Author : André Astrow
Publisher : Chatham House Report
Page : 0 pages
File Size : 14,33 MB
Release : 2012
Category : Business & Economics
ISBN : 9781862032606
"To assess what contribution, if any, gold could make to the current international monetary system in the wake of the global financial crisis, Chatham House set up a global Taskforce of experts in 2011. The Taskforce explored the advantages and disadvantages of reintroducing gold in the system and identified a number of possible scenarios for reform. For gold to play a more formal role in the international monetary system, it would be imperative that it neither hinders the system's performance nor creates unacceptable constraints on national economic policies; Although the discipline a gold standard imposes on monetary policy may have been helpful in limiting the reckless banking and excessive debt accumulation of the past decade, the rigidity of a fixed price for gold would likely have been a serious handicap with the onset of the financial crisis when a much more flexible monetary response was required; There is no clear-cut role for gold as a policy indicator. The historical behaviour of the gold price does not provide a particularly good indicator for either monetary or fiscal policy. In fact, since the financial crisis, the rise in the gold price has indicated the need for tighter policies which, if implemented, could have been deeply damaging; Gold can serve as a hedge against declining values of key fiat currencies, and can also be useful for central banks, but its role as a hedge is not cost free. Indeed, a major downside of holding gold is that its price can be extremely volatile. Also, it generates no yield, other than capital gains which are only realised when it is sold.
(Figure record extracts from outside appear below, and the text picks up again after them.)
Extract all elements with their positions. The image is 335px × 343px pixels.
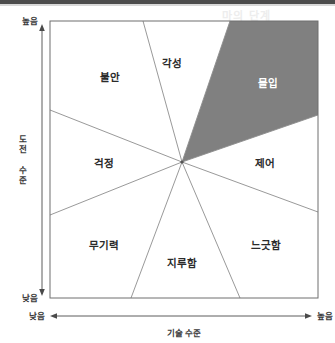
- flow-diagram-canvas: [0, 0, 335, 343]
- y-axis-title: 도전 수준: [18, 135, 27, 186]
- sector-label-flow: 몰입: [258, 78, 278, 89]
- sector-label-relaxation: 느긋함: [251, 240, 282, 251]
- divider-line-worry-anxiety: [50, 110, 182, 162]
- y-axis-arrow: [39, 24, 45, 296]
- sector-label-anxiety: 불안: [100, 72, 120, 83]
- divider-line-boredom-apathy: [131, 162, 182, 298]
- divider-line-apathy-worry: [50, 162, 182, 215]
- x-axis-high-label: 높음: [317, 312, 333, 321]
- x-axis-title: 기술 수준: [167, 329, 202, 338]
- y-axis-high-label: 높음: [22, 17, 38, 26]
- flow-sector-shape: [182, 21, 318, 162]
- x-axis-arrow: [50, 313, 312, 319]
- sector-label-worry: 걱정: [94, 158, 114, 169]
- center-point: [180, 160, 183, 163]
- divider-line-control-relaxation: [182, 162, 318, 212]
- sector-label-boredom: 지루함: [167, 258, 198, 269]
- sector-label-control: 제어: [255, 158, 275, 169]
- sector-label-arousal: 각성: [162, 58, 182, 69]
- divider-line-relaxation-boredom: [182, 162, 240, 298]
- x-axis-low-label: 낮음: [29, 312, 45, 321]
- y-axis-low-label: 낮음: [22, 294, 38, 303]
- divider-line-anxiety-arousal: [143, 21, 182, 162]
- flow-diagram-figure: 마의 단계 불안: [0, 0, 335, 343]
- sector-label-apathy: 무기력: [89, 240, 120, 251]
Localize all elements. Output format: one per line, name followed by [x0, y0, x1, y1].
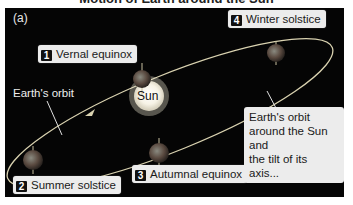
position-label: Summer solstice: [31, 179, 116, 191]
note-line: Earth's orbit: [249, 110, 339, 124]
orbit-label-leader: [47, 101, 62, 135]
label-vernal-equinox: 1Vernal equinox: [38, 45, 137, 63]
note-line: the tilt of its axis...: [249, 152, 339, 180]
position-label: Winter solstice: [246, 13, 321, 25]
panel-label: (a): [13, 11, 28, 25]
number-badge: 2: [16, 181, 27, 192]
number-badge: 3: [135, 170, 146, 181]
note-line: around the Sun and: [249, 124, 339, 152]
label-autumnal-equinox: 3Autumnal equinox: [132, 165, 247, 183]
label-winter-solstice: 4Winter solstice: [228, 10, 326, 28]
position-label: Vernal equinox: [56, 48, 132, 60]
earth-summer-solstice: [23, 146, 43, 174]
earth-winter-solstice: [267, 41, 285, 65]
label-summer-solstice: 2Summer solstice: [13, 176, 121, 194]
figure-title: Motion of Earth around the Sun: [0, 0, 353, 6]
orbit-label: Earth's orbit: [13, 87, 74, 99]
sun-label: Sun: [137, 89, 158, 103]
note-box: Earth's orbit around the Sun and the til…: [244, 107, 344, 183]
diagram-panel: (a) 1Vernal equinox 2Summer solstice 3Au…: [5, 8, 344, 197]
number-badge: 4: [231, 15, 242, 26]
position-label: Autumnal equinox: [150, 168, 242, 180]
number-badge: 1: [41, 50, 52, 61]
Gold, therefore, can form part of a portfolio of assets that spreads valuation risk, but on the other hand, it is not very effective as a sole reserve asset."--Publisher description.
Author : Vitor Gaspar
Publisher :
Page : 334 pages
File Size : 18,75 MB
Release : 2003-01-01
Category : Banks and banking
ISBN : 9789291813483
Author : George K. Zestos
Publisher : South Western Educational Publishing
Page : 296 pages
File Size : 36,89 MB
Release : 2006
Category : Business & Economics
ISBN :
This shorter text provides a complete overview of European economic and monetary integrationand investigates the euro's impact on Europe and the rest of the global economy. It takes anintuitive approach to explaining the complicated issues regarding the formation of the EMUand the introduction of the euro.